MH: What a nightmare. Given her ripple effect, I'd love it if
she went on TV and said, "All of us have to stop obsessing about our
weight." No more getting together with other women for tiny meals
followed by comparisons of your arm fat. No more dieting. There's a
$33 billion diet industry and I want it gone. I think of the thousands
of dollars I've spent on diet pills and laxatives, half of which are now
off the market because they were toxic. I ate that stuff. It was
my lunch for years.
It terrifies me what women and men do to their bodies without
concern. They'll say to themselves, "Oh, I won't have lunch today."
That literally messes with your brain cells. It occurs to me on a daily
basis now that if I give in to my eating disorder, I run the risk of
brain damage. I have a conflicted relationship with my body, but it's
a godsend for me to be able to think that I have to take care of my
mind, and that I won't be able to do that without my body.

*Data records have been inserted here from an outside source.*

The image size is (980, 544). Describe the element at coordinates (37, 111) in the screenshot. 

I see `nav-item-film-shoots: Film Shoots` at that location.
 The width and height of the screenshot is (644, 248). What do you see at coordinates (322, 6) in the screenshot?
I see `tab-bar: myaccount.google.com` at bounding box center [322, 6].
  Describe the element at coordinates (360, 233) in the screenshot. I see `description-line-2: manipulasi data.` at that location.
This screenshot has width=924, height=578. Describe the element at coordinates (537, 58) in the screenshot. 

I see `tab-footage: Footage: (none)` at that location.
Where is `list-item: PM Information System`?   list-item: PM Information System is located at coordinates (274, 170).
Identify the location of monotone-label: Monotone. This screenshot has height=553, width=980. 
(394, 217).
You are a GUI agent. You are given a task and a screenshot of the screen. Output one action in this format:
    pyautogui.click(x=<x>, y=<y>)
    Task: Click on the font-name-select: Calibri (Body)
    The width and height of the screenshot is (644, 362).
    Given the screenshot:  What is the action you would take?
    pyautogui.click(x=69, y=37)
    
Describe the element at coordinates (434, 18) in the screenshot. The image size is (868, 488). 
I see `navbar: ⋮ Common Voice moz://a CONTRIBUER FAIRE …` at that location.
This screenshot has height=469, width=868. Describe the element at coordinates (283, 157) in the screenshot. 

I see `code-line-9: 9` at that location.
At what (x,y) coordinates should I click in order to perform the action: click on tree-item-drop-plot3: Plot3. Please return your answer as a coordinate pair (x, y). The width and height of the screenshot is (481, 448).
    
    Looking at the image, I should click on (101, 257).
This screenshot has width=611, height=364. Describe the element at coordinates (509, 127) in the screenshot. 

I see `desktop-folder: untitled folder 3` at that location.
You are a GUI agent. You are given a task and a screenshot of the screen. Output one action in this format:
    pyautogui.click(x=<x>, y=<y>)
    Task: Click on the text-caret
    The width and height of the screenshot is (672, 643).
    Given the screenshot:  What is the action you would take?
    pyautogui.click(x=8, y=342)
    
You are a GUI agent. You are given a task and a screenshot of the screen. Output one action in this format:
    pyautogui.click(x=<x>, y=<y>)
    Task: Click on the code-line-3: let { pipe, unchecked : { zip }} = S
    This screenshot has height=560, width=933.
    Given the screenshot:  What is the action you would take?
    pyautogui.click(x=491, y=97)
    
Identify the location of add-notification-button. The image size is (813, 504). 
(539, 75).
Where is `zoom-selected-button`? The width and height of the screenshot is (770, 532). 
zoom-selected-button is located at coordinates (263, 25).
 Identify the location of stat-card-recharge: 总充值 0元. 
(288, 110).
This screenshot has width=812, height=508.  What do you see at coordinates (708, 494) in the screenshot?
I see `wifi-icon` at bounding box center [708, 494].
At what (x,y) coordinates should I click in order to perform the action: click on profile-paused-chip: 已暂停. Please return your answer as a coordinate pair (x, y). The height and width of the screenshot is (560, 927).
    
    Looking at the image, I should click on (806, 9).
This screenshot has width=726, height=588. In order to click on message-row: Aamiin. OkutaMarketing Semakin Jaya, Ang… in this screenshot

RH: What are you working on now?
MH: A novel, and it's wonderful to be working on it. I've been
writing short fiction forever, and I thought this was a collection of
stories, but when I realized that all the characters knew each other, I
also realized that it was a novel. That took me a while to deal with,
but once I got over the first novel anxiety, it's become such a
beautiful process, like mental chess. I sit down to write at 8:00 and I
get up at 6:00 and I love my life.
Wasted was written very quickly, and I remember the whole
time as being very relaxed, even though I was writing for sixteen,
eightteen hours a day. People were always telling me, "Well, you had
to write about your life first." Since when is that a writer's job? It's a
ridiculous idea. Lots of people write memoirs about their hard lives,
but that wasn't my intention. Anybody who knows me well knows
that I spent months agonizing over whether I should even write
it.
RH: So there's no sense of competition with the rest of the memoir
pack?
MH: Not on my part, anyway. It's not even the memoir of a
person; it's a memoir of my disease. Writing a memoir at 23 would
be, I suppose, less absurd for me that for other people because I've
lived a lot, but it would still be pretty absurd. What was important
for me was to talk about the eating disorder itself. This is what it
looks like. It's gruesome, it's gory, it's not romantic, it's not
glamorous. Get a grip, get on with your life. That's what I wanted to
say, so I said it, and now I'm writing a novel.